Empirically, we observe that over 70% of liquidations occur in the absence of any downward price jumps. Then, assuming the borrowers monitor their loans with exponentially distributed horizons, we compute the expected liquidation cost incurred by the borrowers in closed form as a function of the monitoring frequency. We compare this cost against liquidation data obtained from AAVE protocol V2, and observe a match with our model assuming the borrowers monitor their loans five to six times more often than they interact with the pool. Such borrowers must balance the financing cost against the likelihood of liquidation. We compute the optimal health factor in this situation assuming a financing rate for the collateral. Empirically, we observe that borrowers are often more conservative compared to model predictions, though on average, model predictions match with empirical observations.
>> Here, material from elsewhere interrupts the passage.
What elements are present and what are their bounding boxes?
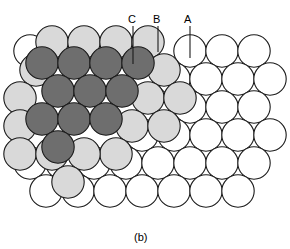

In the second part of the thesis, we consider the problem of hybrid scheduling that was faced by Columbia Business School during the Covid-19 pandemic and describe the system that we implemented to address it. The system allows some students to attend in-person classes with social distancing, while their peers attend online, and schedules vary by day. We consider two variations of this problem: one where students have unique, individualized class enrollments, and one where they are grouped in teams that are enrolled in identical classes. We formulate both problems as mixed-integer programs.
In the first setting, students who are scheduled to attend all classes in person on a given day may, at times, be required to attend a particular class on that day online due to social distancing constraints. We count these instances as “excess.” We minimize excess and related objectives, and analyze and solve the relaxed linear program. In the second setting, we schedule the teams so that each team’s in-person attendance is balanced over days of week and spread out over the entire term. Our objective is to maximize interaction between different teams. Our program was used to schedule over 2,500 students in student-level scheduling and about 790 students in team-level scheduling from the Fall 2020 through Summer 2021 terms at Columbia Business School.
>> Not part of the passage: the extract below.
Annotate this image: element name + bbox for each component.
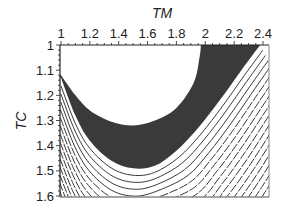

In the third part of the thesis, we consider a social network, where individuals choose actions which optimize utility which is a function of their neighbors’ actions. We assume that a central authority aiming to maximize social welfare at equilibrium can intervene by paying some cost to shift individual incentives, and that the cost is upper bounded by a budget. The intervention that maximizes the social welfare can be computed using the spectral decomposition of the adjacency matrix of the graph, yet this is infeasible in practice if the adjacency matrix is unknown.
We study the question of designing intervention strategies for graphs where the adjacency matrix is unknown and is drawn from some distribution. For several commonly studied random graph models, we show that the competitive ratio of in intervention proportional to the first eigenvector of the expected adjacency matrix, approaches 1 in probability as the graph size increases. We also provide several efficient sampling-based approaches for approximately recovering the first eigenvector when we do not know the distribution.
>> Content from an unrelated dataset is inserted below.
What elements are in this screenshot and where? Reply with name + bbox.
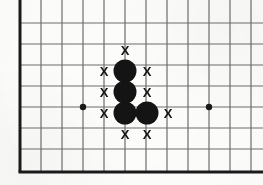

On the whole, our analysis compares three categories of interventions: those which use no data about the network, those which use some data (such as distributional knowledge or queries to the graph), and those which are fully optimal. We evaluate these intervention strategies on synthetic and real-world network data, and our results suggest that analysis of random graph models can be useful for determining when certain heuristics may perform well in practice.